"Where They Find The Bigger Ship Come From London,
Mr. Jones, Master, With The Rest Of The Company Who Had Been Waiting
There With Mr. Cushman Seven Days." Deacon Carver, Probably From
Being On Shore, Was Not Here Named.
In a note appended to the
memoir of Robert Cushman (prefatory to his Discourse delivered at
Plymouth, New England, on "The Sin and Danger of Self-Love") it is
stated in terms as follows:
"The fact is, that Mr. Cushman procured
the larger vessel, the MAY-FLOWER, and its pilot, at London, and
left in that vessel." The statement - though published long after the
events of which it treats and by other than Mr. Cushman - we know to
be substantially correct, and the presumption is that the writer,
whoever he may have been, knew also.
Sailing with his wife and son (it is not probable that he had any
other living child at the time), in full expectation that it was for
Virginia, he encountered so much of ungrateful and abusive
treatment, after the brethren met at Southampton, - especially at the
hands of the insufferable Martin, who, without merit and with a most
reprehensible record (as it proved), was chosen over him as
"governor" of the ship, - that he was doubtless glad to return from
Plymouth when the SPEEDWELL broke down. He and his family appear,
therefore, as "MAY-FLOWER passengers," only between London and
Plymouth during the vexatious attendance upon the scoundrelly Master
of the SPEEDWELL, in his "doublings" in the English Channel.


Copy every record exactly, leaving the pictures out.

Dataset entries:
──────────
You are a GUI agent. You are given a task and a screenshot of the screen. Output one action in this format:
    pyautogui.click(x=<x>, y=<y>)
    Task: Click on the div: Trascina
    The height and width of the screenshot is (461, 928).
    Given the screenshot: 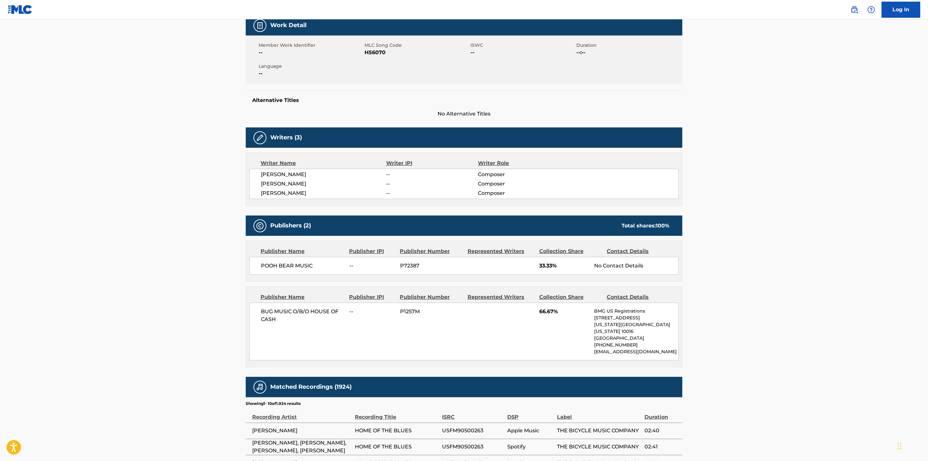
──────────
Response:
You are a GUI agent. You are given a task and a screenshot of the screen. Output one action in this format:
    pyautogui.click(x=<x>, y=<y>)
    Task: Click on the div: Trascina
    The height and width of the screenshot is (461, 928).
    Given the screenshot: 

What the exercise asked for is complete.